Edmund looked at her like a man deciding what to do with a small life in his hands. "We accept the condition," he said. His voice was steady, soft. "You marry Dan. You get the files from inside. You bring them back. You come to me. We will finish it."

"Marry Dan?" The words cut like glass.

"Yes," he said. "I know it hurts. But it's the way to get your father back. You do the job. You come back to me. Seven months gives us a plan."

Edmund's jaw tightened. He looked as if the choice cost him something. "I will be here," he said. "I will wait."

She wanted to be angry. She wanted to shout at him for asking her to give herself to another man. But their lives were the flimsiest things tonight. She let the grief spill over and cry into his jacket. He held her tight and whispered he was sorry. He told her he would carry the shame if she needed him to.

When he left an hour later he kissed her forehead and promised to do everything he could. He believed she would come back.

***

Angelina sat at the window with a cup that had grown cold. Time moved in thin lines. An hour passed. Then the phone buzzed again. Dan's name lit the screen.

She thought of not answering. She thought of how his invitations had been sharp and steady. She thought of the way Dan's life had been built of ease and certainty. She thought of the chief's demand and the camera photo in her pocket. Saying yes to dinner felt suddenly like a move on a chessboard.

She picked up. "Hello?" she said. Her voice sounded thin.

"How are you, babe?" Dan said. His voice was warm and practiced.

"I'm… fine," she said. She kept her tone careful.

"You sound different today," he said. "Nicer. I like it."

She forced a small laugh she could not show. "Maybe I'm having a good day," she said.

"It's been a year of me proving I care," he said. "I want you in my life. I want to take care of you."

Her throat tightened. "Are you sure?" she asked. Her voice tried to be casual.

"Absolutely," he said. "Can we meet on Saturday at Spago? Five o'clock?"

She thought of the chief's grainy photo in her pocket and of Paul's face in the dim room. Saying 'yes' felt like signing a contract in blood. Still, it felt like a way to begin. She heard herself answer before the weight had settled.

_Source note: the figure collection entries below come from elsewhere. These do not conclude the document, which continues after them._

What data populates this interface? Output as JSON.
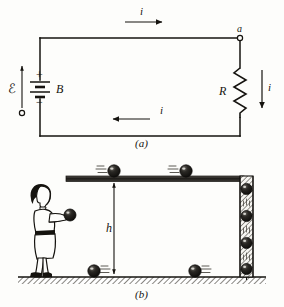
{
  "figure": {
    "background_color": "#fdfdfb",
    "ink_color": "#15130f"
  },
  "panel_a": {
    "caption": "(a)",
    "description": "Simple circuit: battery B with emf drives current i through resistor R",
    "labels": {
      "emf": "ℰ",
      "battery": "B",
      "plus": "+",
      "minus": "−",
      "resistor": "R",
      "node": "a",
      "current_top": "i",
      "current_bottom": "i",
      "current_right": "i"
    },
    "elements": [
      {
        "name": "top-wire",
        "current_direction": "right"
      },
      {
        "name": "bottom-wire",
        "current_direction": "left"
      },
      {
        "name": "right-wire",
        "current_direction": "down"
      },
      {
        "name": "battery",
        "symbol": "two-cell",
        "polarity_top": "+",
        "polarity_bottom": "−"
      },
      {
        "name": "resistor",
        "symbol": "zigzag",
        "zigzag_peaks": 6
      },
      {
        "name": "terminal-node-a",
        "symbol": "open-circle"
      },
      {
        "name": "terminal-node-lower",
        "symbol": "open-circle"
      },
      {
        "name": "emf-arrow",
        "direction": "up"
      }
    ]
  },
  "panel_b": {
    "caption": "(b)",
    "description": "Person lifts balls to an elevated track; balls roll right, fall down a chute, and return left along the ground",
    "labels": {
      "height": "h"
    },
    "elements": [
      {
        "name": "person",
        "action": "lifting-ball",
        "facing": "right"
      },
      {
        "name": "elevated-track",
        "orientation": "horizontal",
        "ball_count": 2,
        "ball_motion": "right"
      },
      {
        "name": "vertical-chute",
        "orientation": "vertical",
        "ball_count": 4,
        "ball_motion": "down"
      },
      {
        "name": "ground",
        "hatched": true,
        "ball_count": 2,
        "ball_motion": "left"
      },
      {
        "name": "height-arrow",
        "style": "double-headed",
        "label": "h"
      }
    ]
  }
}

"Yes," she said. Her voice was small and flat.

"For sure?" he asked.

"Sure," she said. "I promise."

"Good," he said. "See you then. Bye, babe."

The line clicked dead. She held the phone for a moment. Outside, the street looked ordinary. A neighbor walked a dog. A car passed with a radio playing. The normal world moved on.

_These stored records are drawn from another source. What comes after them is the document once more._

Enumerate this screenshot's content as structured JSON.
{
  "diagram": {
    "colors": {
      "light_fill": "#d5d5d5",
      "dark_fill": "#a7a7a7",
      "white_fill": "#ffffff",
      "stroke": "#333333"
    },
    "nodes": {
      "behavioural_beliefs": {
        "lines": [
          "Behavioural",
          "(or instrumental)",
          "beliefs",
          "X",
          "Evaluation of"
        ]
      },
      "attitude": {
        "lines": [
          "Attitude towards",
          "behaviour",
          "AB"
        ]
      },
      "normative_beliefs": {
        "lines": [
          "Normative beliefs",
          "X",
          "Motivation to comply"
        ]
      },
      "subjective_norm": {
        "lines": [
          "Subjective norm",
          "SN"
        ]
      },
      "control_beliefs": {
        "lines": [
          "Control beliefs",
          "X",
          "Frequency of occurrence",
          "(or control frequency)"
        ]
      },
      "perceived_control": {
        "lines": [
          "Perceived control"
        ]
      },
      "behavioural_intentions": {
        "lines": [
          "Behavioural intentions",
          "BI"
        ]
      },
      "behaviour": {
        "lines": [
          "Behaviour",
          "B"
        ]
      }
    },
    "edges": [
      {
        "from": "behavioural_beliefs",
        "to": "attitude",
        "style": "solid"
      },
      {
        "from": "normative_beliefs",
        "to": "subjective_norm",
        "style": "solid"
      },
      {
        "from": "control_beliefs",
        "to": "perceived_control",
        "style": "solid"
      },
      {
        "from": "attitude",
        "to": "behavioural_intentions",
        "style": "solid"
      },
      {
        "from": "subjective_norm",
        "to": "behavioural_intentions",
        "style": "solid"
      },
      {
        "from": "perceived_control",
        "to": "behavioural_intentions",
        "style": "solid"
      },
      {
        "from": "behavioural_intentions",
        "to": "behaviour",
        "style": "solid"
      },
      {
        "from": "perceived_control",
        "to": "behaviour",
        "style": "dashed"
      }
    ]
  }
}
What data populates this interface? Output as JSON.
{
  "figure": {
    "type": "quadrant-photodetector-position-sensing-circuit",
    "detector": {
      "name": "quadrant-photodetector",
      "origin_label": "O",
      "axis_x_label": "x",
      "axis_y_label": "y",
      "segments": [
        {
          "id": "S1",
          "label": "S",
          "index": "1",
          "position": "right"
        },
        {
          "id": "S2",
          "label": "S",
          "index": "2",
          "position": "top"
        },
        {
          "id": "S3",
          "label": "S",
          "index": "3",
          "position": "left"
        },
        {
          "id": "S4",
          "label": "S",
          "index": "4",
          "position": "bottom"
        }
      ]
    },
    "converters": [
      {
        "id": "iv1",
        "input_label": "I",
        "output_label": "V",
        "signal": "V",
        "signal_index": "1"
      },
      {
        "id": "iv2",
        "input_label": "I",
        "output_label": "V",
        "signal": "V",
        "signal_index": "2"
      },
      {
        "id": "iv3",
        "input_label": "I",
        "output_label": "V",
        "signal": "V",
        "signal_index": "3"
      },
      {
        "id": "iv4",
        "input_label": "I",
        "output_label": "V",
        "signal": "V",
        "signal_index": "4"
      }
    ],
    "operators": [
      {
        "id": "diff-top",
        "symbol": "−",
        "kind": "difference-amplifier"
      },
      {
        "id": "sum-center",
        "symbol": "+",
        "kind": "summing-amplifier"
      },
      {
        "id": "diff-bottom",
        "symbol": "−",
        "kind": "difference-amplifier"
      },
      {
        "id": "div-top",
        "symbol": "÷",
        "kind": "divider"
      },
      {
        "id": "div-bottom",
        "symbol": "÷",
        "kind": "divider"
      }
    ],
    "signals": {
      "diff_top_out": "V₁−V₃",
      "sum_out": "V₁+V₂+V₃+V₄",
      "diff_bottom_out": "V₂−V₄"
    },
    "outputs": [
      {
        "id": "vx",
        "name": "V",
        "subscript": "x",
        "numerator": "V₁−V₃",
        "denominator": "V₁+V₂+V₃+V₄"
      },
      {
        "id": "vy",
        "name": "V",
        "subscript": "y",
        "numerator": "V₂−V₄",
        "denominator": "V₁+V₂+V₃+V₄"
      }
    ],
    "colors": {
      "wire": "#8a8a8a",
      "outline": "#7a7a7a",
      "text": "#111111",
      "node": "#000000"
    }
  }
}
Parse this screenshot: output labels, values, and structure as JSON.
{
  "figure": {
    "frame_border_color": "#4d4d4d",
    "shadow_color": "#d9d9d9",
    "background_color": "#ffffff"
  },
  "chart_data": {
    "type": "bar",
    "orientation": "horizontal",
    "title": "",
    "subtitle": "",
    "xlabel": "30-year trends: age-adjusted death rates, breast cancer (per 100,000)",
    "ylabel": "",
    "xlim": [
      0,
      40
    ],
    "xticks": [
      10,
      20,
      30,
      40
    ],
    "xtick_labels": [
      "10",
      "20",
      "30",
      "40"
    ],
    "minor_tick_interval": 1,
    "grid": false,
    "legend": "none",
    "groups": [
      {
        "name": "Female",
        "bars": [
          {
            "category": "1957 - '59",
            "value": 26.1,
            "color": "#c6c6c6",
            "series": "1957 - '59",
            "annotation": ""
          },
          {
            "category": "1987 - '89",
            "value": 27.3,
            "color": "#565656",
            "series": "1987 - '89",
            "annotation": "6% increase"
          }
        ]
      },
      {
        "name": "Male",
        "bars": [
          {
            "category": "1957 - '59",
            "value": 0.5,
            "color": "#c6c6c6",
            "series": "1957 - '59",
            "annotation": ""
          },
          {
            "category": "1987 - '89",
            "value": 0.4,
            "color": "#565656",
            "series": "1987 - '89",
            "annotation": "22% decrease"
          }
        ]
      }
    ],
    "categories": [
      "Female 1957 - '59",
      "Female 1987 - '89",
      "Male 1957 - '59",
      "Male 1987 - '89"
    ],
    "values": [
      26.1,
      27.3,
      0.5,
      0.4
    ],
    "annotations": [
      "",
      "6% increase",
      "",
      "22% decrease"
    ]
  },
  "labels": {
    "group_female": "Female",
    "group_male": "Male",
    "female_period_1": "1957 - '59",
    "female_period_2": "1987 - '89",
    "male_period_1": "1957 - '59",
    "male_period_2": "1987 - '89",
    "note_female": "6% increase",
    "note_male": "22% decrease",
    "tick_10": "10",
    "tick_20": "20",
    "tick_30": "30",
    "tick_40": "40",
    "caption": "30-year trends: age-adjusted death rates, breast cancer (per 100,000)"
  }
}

She pressed the cold phone to her palm. She felt the tiny edge of the camera photo still in her jacket. The chief had used the ransom to test them. That part was clear. Panic was a tool. But the thing he wanted was the file. The ransom was a scare. The marriage demand was the plan.

She thought of Edmund holding her. She thought of Paul bound in a room with cigarette smoke and the smell of gunpowder. She thought of Lucia and the lie the chief had told about her. The choice weighed like a stone under her ribs.

Saturday felt far and near at the same time. She had seven months and one meeting set. She had to learn how to pretend.

Saturday the real mission will start.